Dale Walker’s Death Was the Black Horse, is an excellent biography of Arizona’s, William O. Buckey O’Neill. In it is the story of Dennis W. “Gus” Dilda. During the summer of 1885 Gus, his wife Georgia, and two scruffy children, Fern and John, arrived by wagon to the Prescott at Williamson Valley. Gus a brooding loner. He wasn’t a sociable man with his neighbors. He built a one-room shack and they settled in.

Pretty soon the neighboring ranches started missing chickens, turkeys and ducks and sometimes a calf. Dilda was immediately suspect as there hadn’t been any kind of burglarizing in the area until he arrived.

On December 20th Yavapai County Sheriff William Mulvenon, sent deputy Johnny Murphy out to investigate. Dilda saw him coming and  stuck the barrel of his rifle through a chink in the wall and shot him down without warning. He dragged Murphy’s body inside the shack and buried him beneath the floor. He then took his bedroll and some grub, and headed north on the deputy’s horse towards Ash Fork, some fifty miles north of Prescott.

When Murphy didn’t return Mulvenon set out for Williamson Valley and Dilda’s shack. At first Mrs. Dilda, denied having seen Deputy Murphy and did not know her husband’s whereabouts. He searched the area found a couple of buried calves’ heads. A search of the shack revealed some loose boards. He removed the boards and found some freshly turned earth. Murphy’s body was found in a shallow grave. At that Mrs. Dilda broke down and told the sheriff the story of her husband ambushing and killing the deputy. Georgia Dilda was locked up in the county jail in Prescott. Mulvenon picked up the trail and with the help of a Mohave County lawman who joined in the pursuit and Dilda was arrested without a struggle in Ash Fork.

Frontier justice was swift, especially in the case of killing a peace officer and Dilda was sentenced to hang on February 5th, 1886, forty-seven days after the killing of deputy Murphy.

Gus decided to make his last meal in the Yavapai County jail a memorable one. It consisted of breaded spring chicken, cream sauce, fried oysters, lamb chops, green peas, tenderloin steak with mushrooms. English pancakes with jelly, potatoes, bread and coffee. It was said his gluttonous meal caused the hangman to have to recalculate the length of his rope, so his drop at the gallows was enough to snap his neck.

There’s a little sidebar to this story: Buckey O’Neill was little known at the time but was destined to be one of Arizona’s most beloved 19th century beau sabreurs.  At the time he was captain and commander of the local militia, the Prescott Grays. They were assigned as guards at the scaffold.

Dilda was led to the scaffold blindfolded, the noose was placed snugly against his right ear. The Grays snapped to attention; Captain O’Neill drew his sword and the militiamen presented arms.

When the signal came the trap was sprung and Dilda dropped four feet. At that moment Buckey fainted and dropped to the ground like a sack of potatoes. One can only speculate why the bold and dashing Irishman who, as Sheriff of Yavapai County a few years later, would run a band of train robbers to the ground near the Utah border and would die “game” as the most famous of Teddy Roosevelt’s Rough Riders at the San Juan Heights in Cuba in the summer of 1898.

Several people, including his wife Pauline tied to explain, without success, Buckey’s feelings about his fainting spell.

Something he wrote in a story written five years later titled, “A Horse of the Hash-Knife Brand,” revealed his feelings.  Buckey was a proud man and he believed he had disgraced himself.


**WORK REQUIRED**
Using the records below, filter out every line that lacks "wind" and copy the rest.

----- TASK INPUTS

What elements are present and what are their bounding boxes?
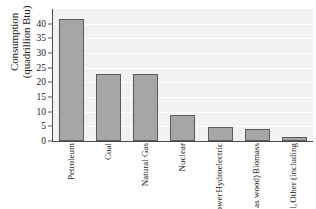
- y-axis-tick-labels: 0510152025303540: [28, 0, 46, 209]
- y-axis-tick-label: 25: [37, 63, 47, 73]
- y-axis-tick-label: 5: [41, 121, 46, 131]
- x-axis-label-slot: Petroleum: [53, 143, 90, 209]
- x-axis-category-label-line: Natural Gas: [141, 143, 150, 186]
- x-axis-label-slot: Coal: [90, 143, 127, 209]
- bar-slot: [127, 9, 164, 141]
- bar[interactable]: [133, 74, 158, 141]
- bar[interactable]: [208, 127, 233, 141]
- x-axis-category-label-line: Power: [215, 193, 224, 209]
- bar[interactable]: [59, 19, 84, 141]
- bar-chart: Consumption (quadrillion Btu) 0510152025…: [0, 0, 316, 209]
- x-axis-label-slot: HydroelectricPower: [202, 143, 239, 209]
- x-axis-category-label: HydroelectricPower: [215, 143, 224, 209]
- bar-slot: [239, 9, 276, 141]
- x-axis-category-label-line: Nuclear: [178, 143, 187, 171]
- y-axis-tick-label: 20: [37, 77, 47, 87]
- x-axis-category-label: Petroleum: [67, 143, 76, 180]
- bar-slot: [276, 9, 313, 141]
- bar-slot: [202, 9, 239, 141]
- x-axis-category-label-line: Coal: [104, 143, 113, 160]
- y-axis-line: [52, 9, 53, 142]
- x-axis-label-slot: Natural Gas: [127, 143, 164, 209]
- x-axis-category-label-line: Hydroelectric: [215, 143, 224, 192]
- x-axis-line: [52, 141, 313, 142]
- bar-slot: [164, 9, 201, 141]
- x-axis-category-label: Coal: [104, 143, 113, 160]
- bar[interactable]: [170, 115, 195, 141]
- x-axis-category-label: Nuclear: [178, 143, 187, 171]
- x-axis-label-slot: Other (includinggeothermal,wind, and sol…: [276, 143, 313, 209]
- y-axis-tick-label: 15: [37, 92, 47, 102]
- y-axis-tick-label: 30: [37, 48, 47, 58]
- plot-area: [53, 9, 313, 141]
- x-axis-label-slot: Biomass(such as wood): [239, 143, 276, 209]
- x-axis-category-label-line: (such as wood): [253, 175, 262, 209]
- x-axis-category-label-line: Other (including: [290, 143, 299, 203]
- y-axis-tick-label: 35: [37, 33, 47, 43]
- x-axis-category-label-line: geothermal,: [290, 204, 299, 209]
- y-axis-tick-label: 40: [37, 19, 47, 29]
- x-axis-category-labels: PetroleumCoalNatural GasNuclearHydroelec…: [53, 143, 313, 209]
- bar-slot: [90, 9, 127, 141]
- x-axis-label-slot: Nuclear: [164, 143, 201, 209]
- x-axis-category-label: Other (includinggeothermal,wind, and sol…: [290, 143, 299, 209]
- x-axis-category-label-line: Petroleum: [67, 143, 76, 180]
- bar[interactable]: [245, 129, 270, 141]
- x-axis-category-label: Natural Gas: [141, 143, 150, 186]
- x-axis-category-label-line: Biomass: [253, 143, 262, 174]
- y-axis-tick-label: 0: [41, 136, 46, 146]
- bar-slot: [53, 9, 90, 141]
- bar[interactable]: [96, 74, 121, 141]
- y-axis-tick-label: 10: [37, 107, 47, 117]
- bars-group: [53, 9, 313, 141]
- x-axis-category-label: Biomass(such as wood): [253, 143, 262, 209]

----------

**OUTPUT FOR THIS TASK**
- x-axis-label-slot: Other (includinggeothermal,wind, and sol…: [276, 143, 313, 209]
- x-axis-category-label: Other (includinggeothermal,wind, and sol…: [290, 143, 299, 209]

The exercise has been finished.